The Japanese are too polite.
If you are intent on making it as an artist you will have to endure thousands of auditions. Seeing as I'm intent, I've endured my fair share of auditions. Good, bad and ugly. Rejection is the name of the game, so I've developed a thick skin. You have to. I've come to realize that rejection isn't personal, and that more often than not it has to do with factors outside of my control, outside of the actual talent I possess, or my ability to perform a particular part.
Seeing that rejection is 9/10ths of the law of the audition, most theaters don't mince words when telling you no. There's no sugar coating, hand holding or niceties. It's straight forward and to the point. I kind of like it. I'm built for it.
I never thought I'd miss that.
I've auditioned for two things since being in Japan. A quasi-audition for The Tokyo Comedy Store, where I spoke to the director and was observed at a couple pay-to-play classes and I was in. That has worked out great and I've been performing with them for months now. And my second audition, which I just blogged about.
It had been about a week since I had auditioned for the children's show. I hadn't heard from the agent who "discovered" me at the comedy show and asked me to audition. So I just assumed that no news was the answer: I didn't get the part. Moving right a long. No hard feelings, just another audition.
Just when I had put the whole Sea, Sea, Sea audition behind me, I got an email that said:
I hate to tell you this but unfortunately they decided not to have you in
the cast this time.
They liked you but the reason why was that they think you would be too good
and you would be stand out more than the lead girl.
Now, that's sweet. But I don't for one second actually think that the reason I wasn't cast was that I was "too good." Call me cynical, but it's true. The agent for this audition was amazingly fantastic, kind and as made evident by her email, truly concerned with the feelings of her clients.
How completely unAmerican.
I have survived auditions in the states where an auditor ate a meatball sub while I was doing a dramatic peace, been interrupted while a director took a phone call, and been told "thanks," (the six letter mark of death for any audition) mid-monologue. Only for one of the biggest, most costly auditions of my life did I get an actual reason for not being cast (which is still rare). The reason? "You were great, but we didn't need you." Harsh, desho? Of course, but that is what I signed up for.
Niceties in the vein of this email in the States would cause a person to guffaw in the face of their auditors. Seeing as it was an email, I guffawed to myself.
My cynical side wants to believe that my inability to sing A Sailor Went to Sea, Sea, Sea and the subsequent train wreck of an audition were the real reasons for my not being cast. But seeing as I am in the land of the painfully polite, I am going to indulge in the idea that my talent is so amazing that to have it on stage with lesser beings would have ruined the production.
Who would have thought that auditioning could ever give me an ego boost?
2 comments:
It's a good thing you put that link in your blog to your audition musings. Otherwise I might not have found it...directly underneath the current posting.
I am still waiting for the shaky under-the-piano videotape of your Rawksome Sailor-went-to-Sea musical extravaganza.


Reproduce the entries exactly, but keep the pictures out of the copy.

Segment Start: EXERCISE INPUTS

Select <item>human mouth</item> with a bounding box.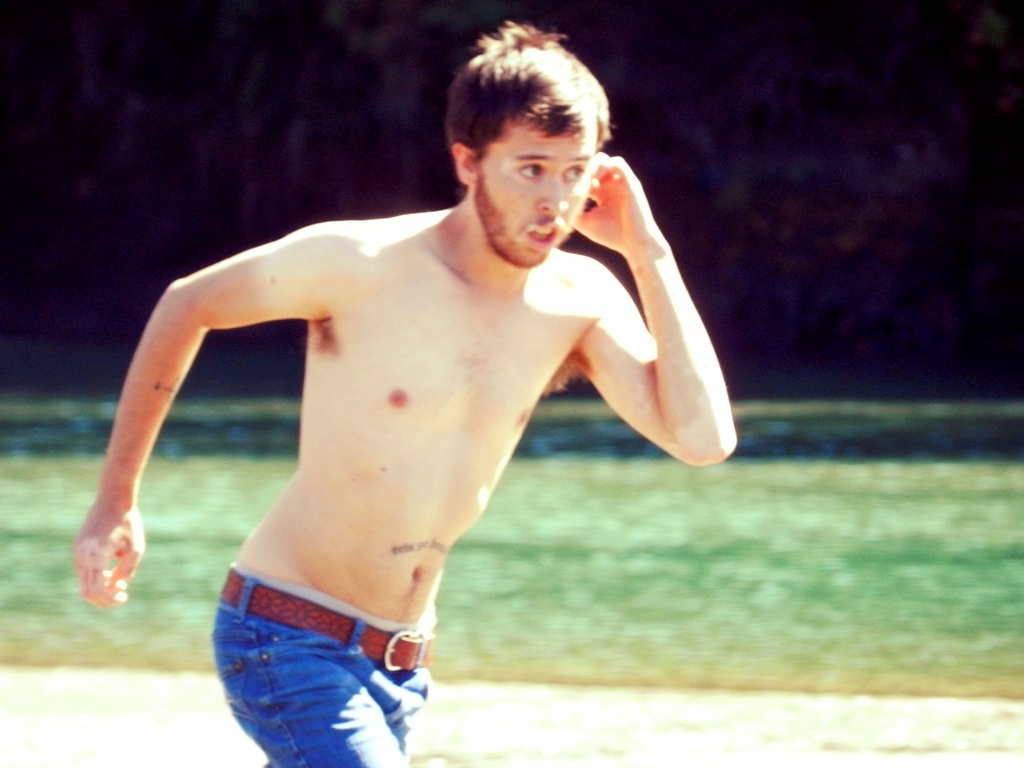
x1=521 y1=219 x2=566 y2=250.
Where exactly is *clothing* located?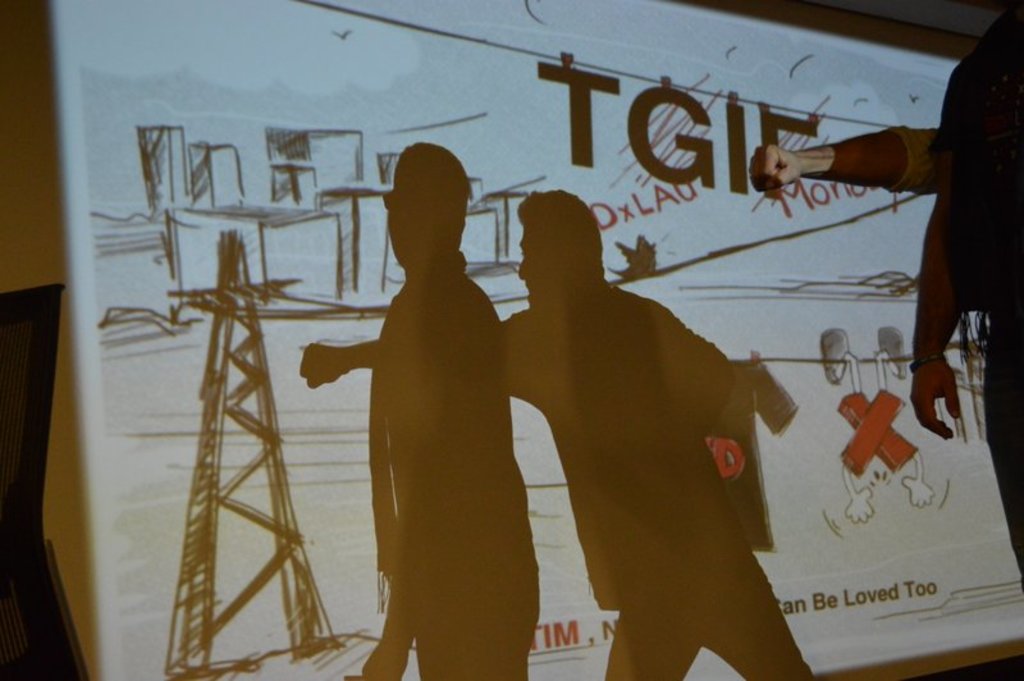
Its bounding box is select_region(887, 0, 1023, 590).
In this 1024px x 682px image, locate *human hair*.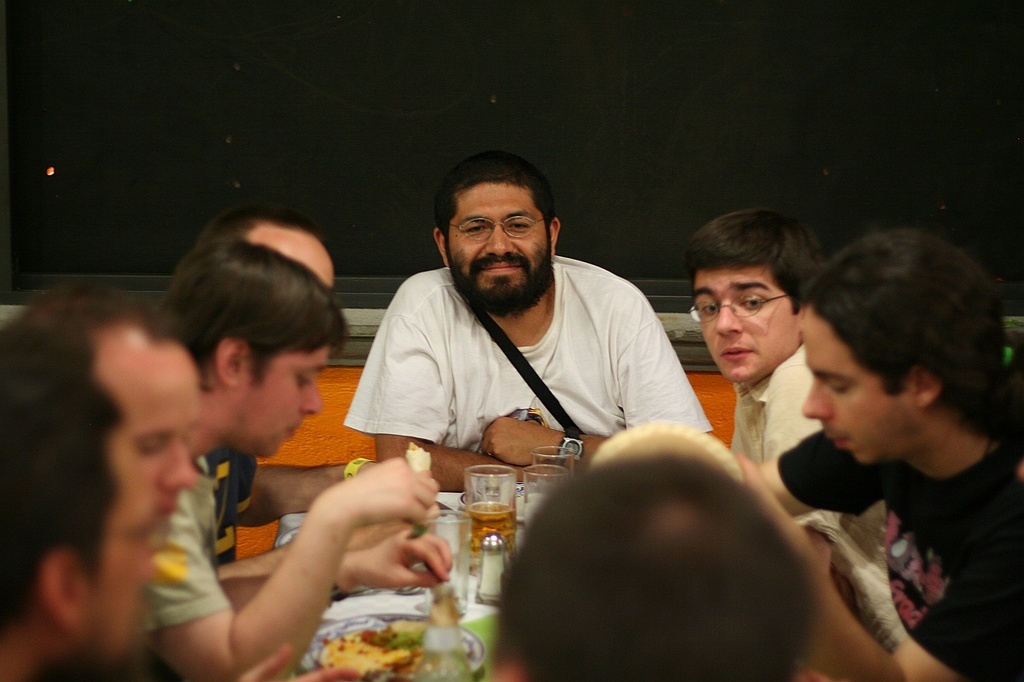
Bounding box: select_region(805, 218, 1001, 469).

Segment End: EXERCISE INPUTS

**ANSWER SPACE:**
Select <item>human mouth</item> with a bounding box.
x1=521 y1=219 x2=566 y2=250.
Where exactly is *clothing* located?
Its bounding box is select_region(887, 0, 1023, 590).
In this 1024px x 682px image, locate *human hair*.
Bounding box: select_region(805, 218, 1001, 469).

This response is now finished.